Mr Heeney, who is six feet three inches tall, didn’t realise he was under the fan and in the lifting movement, lifted the child up above his head and then heard a bang where one of the blades of the ceiling fan hit Mason on the back of the head. The fan was six feet 9.5 inches above the floor.

Mr Heeney said there was “blood everywhere” and Mason was distressed. He and his wife immediately rushed down to reception with Mason where aparthotel staff arranged for a taxi to take them to the local GP who bandaged Mason’s head and got an ambulance to bring them to hospital.

Mason required three stitches behind his ear and the family had to return to the hospital before the end of the holiday to have the stitches removed.

Mr Heeney told the court that on two occasions before the accident he informed aparthotel staff the fan was too low or dangerous. The first time was after he himself hit his fingers off the fan when he was putting on a T-shirt.

On each occasion, he was told there was no other accommodation but the family was moved to air-conditioned accommodation following the accident.

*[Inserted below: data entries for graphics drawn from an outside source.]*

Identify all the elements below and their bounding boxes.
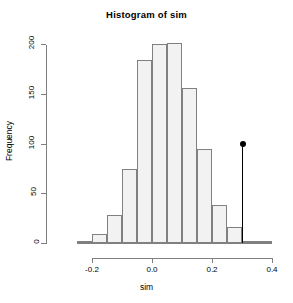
x-axis-tick-label: 0.2 — [192, 265, 232, 274]
x-axis-tick — [152, 258, 153, 263]
x-axis-title: sim — [0, 282, 293, 292]
y-axis-tick — [41, 144, 46, 145]
histogram-bar — [137, 60, 152, 243]
histogram-bar — [152, 44, 167, 243]
observed-value-line — [242, 144, 243, 243]
histogram-bar — [212, 205, 227, 243]
y-axis-tick-label-text: 150 — [27, 86, 36, 99]
y-axis-tick — [41, 243, 46, 244]
y-axis-tick — [41, 44, 46, 45]
y-axis-tick-label-text: 200 — [27, 36, 36, 49]
x-axis-tick-label: 0.4 — [252, 265, 292, 274]
observed-value-point — [240, 141, 246, 147]
histogram-plot: Histogram of sim 050100150200-0.20.00.20… — [0, 0, 293, 303]
histogram-bar — [92, 234, 107, 243]
y-axis-line — [46, 45, 47, 244]
histogram-bar — [122, 169, 137, 243]
x-axis-tick — [272, 258, 273, 263]
y-axis-tick-label: 150 — [0, 88, 38, 97]
x-axis-tick-label: -0.2 — [72, 265, 112, 274]
y-axis-tick — [41, 193, 46, 194]
y-axis-tick-label-text: 0 — [31, 239, 40, 243]
baseline — [77, 243, 272, 244]
y-axis-tick-label: 200 — [0, 38, 38, 47]
plot-panel: 050100150200-0.20.00.20.4 — [0, 0, 293, 303]
histogram-bar — [167, 43, 182, 243]
x-axis-tick — [212, 258, 213, 263]
x-axis-tick-label: 0.0 — [132, 265, 172, 274]
x-axis-tick — [92, 258, 93, 263]
y-axis-tick-label-text: 100 — [27, 136, 36, 149]
histogram-bar — [182, 88, 197, 243]
x-axis-line — [92, 258, 273, 259]
y-axis-tick-label-text: 50 — [29, 187, 38, 196]
y-axis-tick — [41, 94, 46, 95]
histogram-bar — [107, 215, 122, 243]
y-axis-tick-label: 50 — [0, 187, 38, 196]
y-axis-title: Frequency — [4, 101, 14, 181]
histogram-bar — [197, 149, 212, 243]
histogram-bar — [227, 227, 242, 243]
y-axis-tick-label: 0 — [0, 237, 38, 246]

The Heeney side, and their expert, argued this was a foreseeable accident, particularly when the problem had twice been brought to the attention of staff.

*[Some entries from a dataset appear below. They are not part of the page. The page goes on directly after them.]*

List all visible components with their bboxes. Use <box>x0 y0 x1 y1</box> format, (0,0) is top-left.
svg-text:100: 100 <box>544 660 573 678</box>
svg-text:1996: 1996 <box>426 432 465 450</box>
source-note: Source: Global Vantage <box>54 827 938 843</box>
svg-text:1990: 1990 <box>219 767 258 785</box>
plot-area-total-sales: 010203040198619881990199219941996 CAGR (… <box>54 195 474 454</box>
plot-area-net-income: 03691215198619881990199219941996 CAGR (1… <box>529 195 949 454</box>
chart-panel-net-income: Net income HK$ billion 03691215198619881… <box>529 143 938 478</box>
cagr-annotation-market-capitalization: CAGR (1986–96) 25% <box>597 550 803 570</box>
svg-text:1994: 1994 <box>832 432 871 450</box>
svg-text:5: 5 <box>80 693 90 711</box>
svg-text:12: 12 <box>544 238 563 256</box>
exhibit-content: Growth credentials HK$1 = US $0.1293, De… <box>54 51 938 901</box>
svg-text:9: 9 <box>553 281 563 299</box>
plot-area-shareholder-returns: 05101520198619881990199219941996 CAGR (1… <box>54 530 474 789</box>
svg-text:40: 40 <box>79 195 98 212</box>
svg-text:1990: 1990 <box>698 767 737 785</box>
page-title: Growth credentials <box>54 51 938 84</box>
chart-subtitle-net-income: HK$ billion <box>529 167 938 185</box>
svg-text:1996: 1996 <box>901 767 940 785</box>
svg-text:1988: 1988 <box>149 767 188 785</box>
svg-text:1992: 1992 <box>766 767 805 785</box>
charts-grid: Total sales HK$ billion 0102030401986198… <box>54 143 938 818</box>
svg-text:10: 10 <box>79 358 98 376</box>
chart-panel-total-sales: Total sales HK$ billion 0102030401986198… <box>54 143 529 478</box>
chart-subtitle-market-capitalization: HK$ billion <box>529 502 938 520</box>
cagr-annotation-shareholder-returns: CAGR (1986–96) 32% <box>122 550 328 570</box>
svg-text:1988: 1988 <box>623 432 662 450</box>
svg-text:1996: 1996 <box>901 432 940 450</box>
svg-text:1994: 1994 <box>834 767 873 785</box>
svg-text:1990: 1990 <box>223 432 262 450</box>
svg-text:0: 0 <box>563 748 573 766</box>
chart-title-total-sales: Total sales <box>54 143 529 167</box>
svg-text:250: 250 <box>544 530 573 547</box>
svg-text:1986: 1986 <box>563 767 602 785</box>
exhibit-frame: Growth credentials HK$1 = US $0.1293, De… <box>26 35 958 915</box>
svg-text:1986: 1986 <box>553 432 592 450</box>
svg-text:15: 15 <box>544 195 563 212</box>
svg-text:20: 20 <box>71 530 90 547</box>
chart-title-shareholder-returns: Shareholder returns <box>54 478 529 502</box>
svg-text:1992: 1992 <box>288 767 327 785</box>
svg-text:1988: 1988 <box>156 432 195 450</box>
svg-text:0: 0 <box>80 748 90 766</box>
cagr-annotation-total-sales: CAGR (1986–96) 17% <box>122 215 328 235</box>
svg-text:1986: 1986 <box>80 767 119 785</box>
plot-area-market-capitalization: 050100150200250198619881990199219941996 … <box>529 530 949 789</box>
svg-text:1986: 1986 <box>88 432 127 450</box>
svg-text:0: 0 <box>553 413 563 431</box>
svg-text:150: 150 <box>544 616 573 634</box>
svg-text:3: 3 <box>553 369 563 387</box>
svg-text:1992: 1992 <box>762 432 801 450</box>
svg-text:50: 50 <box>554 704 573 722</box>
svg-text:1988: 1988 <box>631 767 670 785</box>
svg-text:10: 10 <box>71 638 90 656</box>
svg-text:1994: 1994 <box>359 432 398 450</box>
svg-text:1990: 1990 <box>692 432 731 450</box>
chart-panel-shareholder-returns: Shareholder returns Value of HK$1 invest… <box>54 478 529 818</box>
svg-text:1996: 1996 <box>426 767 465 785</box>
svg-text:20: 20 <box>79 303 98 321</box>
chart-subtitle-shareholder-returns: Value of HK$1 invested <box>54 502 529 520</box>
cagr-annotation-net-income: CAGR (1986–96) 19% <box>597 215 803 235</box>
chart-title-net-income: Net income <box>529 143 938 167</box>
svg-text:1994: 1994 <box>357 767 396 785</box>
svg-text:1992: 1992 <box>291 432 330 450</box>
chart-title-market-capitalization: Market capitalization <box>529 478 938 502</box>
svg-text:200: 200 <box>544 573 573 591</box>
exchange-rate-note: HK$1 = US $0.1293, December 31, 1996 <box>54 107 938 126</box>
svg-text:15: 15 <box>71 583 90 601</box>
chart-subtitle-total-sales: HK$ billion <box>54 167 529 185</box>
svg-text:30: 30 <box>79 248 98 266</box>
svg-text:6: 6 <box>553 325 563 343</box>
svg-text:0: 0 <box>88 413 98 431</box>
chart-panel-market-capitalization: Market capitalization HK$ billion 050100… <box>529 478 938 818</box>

Sunway argued there had been no improper performance of its obligations and Mr Heeney had not discharged the burden of demonstrating there had been a lack of reasonable skill and care in relation to the height of the ceiling fan. It was also argued it was entirely Mr Heeney’s fault.

Foreseeable

In Mr Justice Ferriter’s view, the accident was foreseeable as a matter of law as the very thing which had been communicated by Mr Heeney to the defendant as being a hazard – the low level of the fan – proved to be a hazard. It also proved to be so in respect of the perfectly normal act of a father instinctively lifting a child up, including, as often happens when lifting a child, lifting the child somewhat above his head.

“Clearly, Mr Heeney did not go looking to cause the accident to Mason,” said the judge.

“In so far as it was contended by the defendant that the ceiling fan could not represent a foreseeable hazard to a small child, given the height of the small child relative to the height of the fan, that to my mind ignores the reality of life which is that many parents will instinctively lift their two- or three-year-old children up to the head height of the parent and often beyond in order to soothe them,” he said.